Remember back when triple AAA games were released and didn’t need to be patched immediately so you can play because the game devs actually decided to make a proper functioning game instead of going for greed?
I lived it and fucking NOPE so many broken games. Check out AVGN or any Games Done Quick glitch speed run for many examples.
Games had less moving parts back then so they seemed like they worked, until you find out that there were entire spells that didn’t work in Final Fantasy or how you can jump just right and enter a game breaking bug thay required a reset (SMB1 minus world). Or how uninstalling the game would uninstall Windows (Kohan? And Pools Of Radiance 2)
Plus now they can make patches in between the time they start pressing discs (gone gold) and release, hense the “day 1 patch”. Personally I’m glad games can be fixed post release although I would prefer it to be more complete/fix at launch than usual.

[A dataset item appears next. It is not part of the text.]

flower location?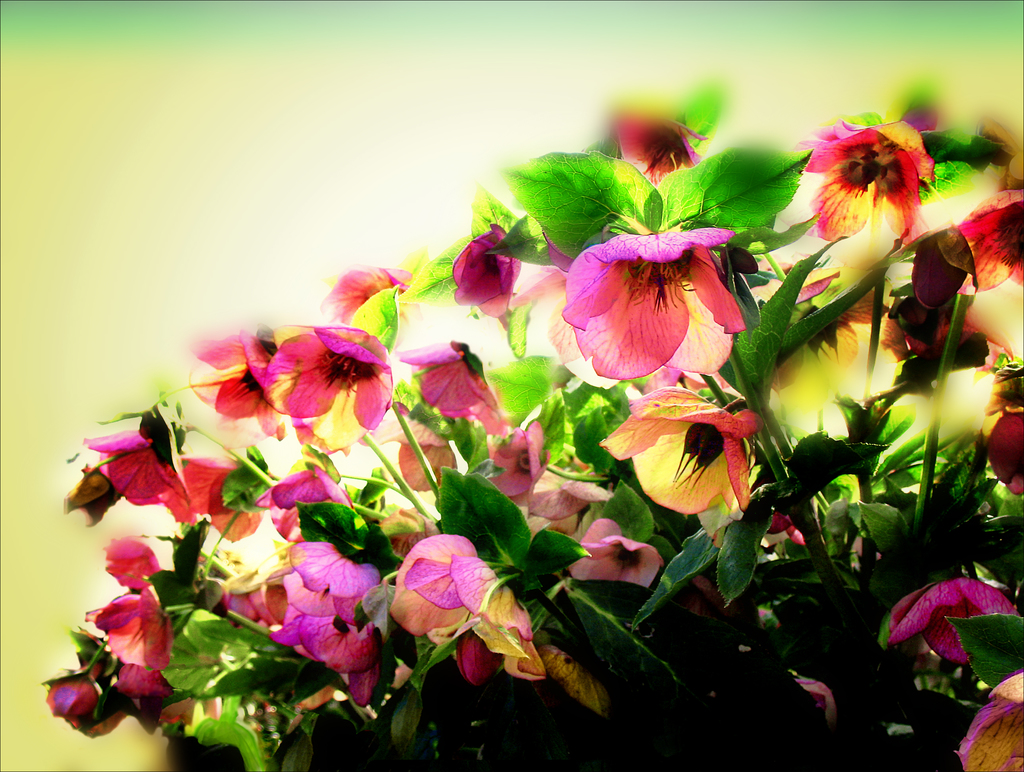
(left=267, top=619, right=383, bottom=710)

Yeah, a mix of both would be ideal. The fact that we’re surprised that Starfield and Baldur’s Gate 3 were solid on release is a problem, all AAA releases should have that level of quality at a minimum on release.

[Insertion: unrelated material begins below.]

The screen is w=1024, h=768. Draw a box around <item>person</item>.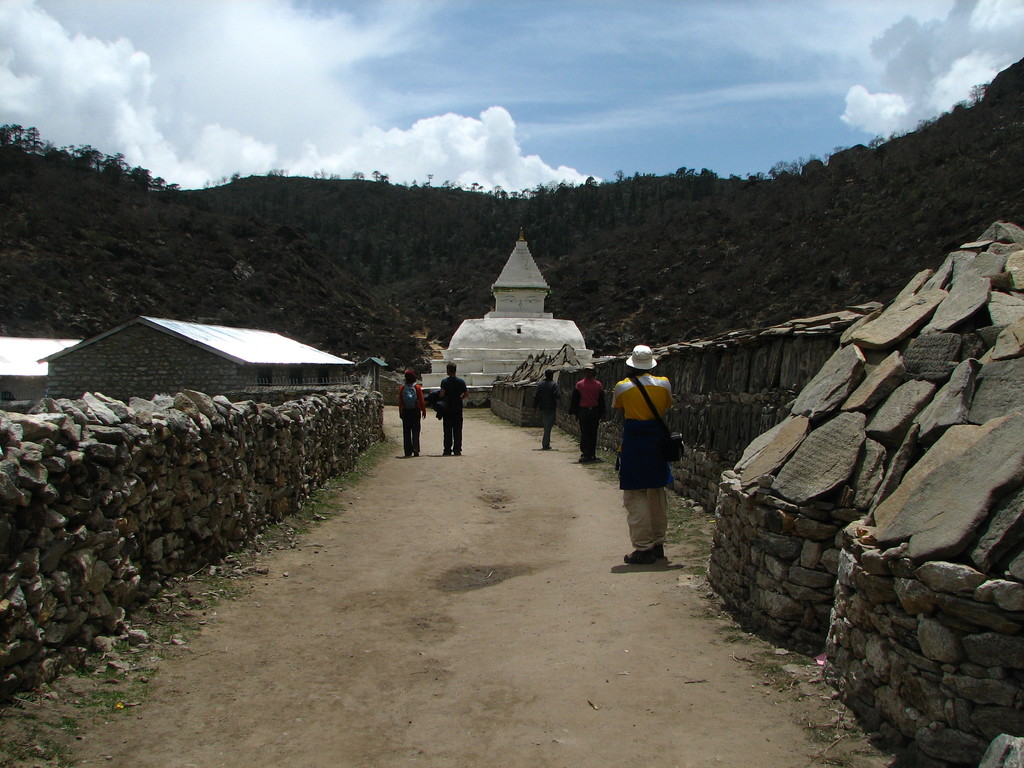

If games are consistently solid at release, I’d probably preorder like I used to. Now I wait and see because, more often than not, it’s a buggy mess the first few weeks.
This seems to be an Intel issue rather than a Bethesda one
It’s a Bethesda game, when did they ever do that?
I remember those days as having no Internet let alone high speed, I recall reading old ads for some PC games. So they don’t seem as great as you’re implying because at least the game will most likely be fixed with an accessible patch these days. You’d have to do a lot more work to get one before or completely wasted your money in rare cases.
Also usually publishers set the release date, though in this case I’m not sure if it was in house or not so may not be a point, though you called out developers so figured I’d add it in.
Yeah, scrounging gaming websites to find the right patch files could be a real pain in the ass, especially before Google.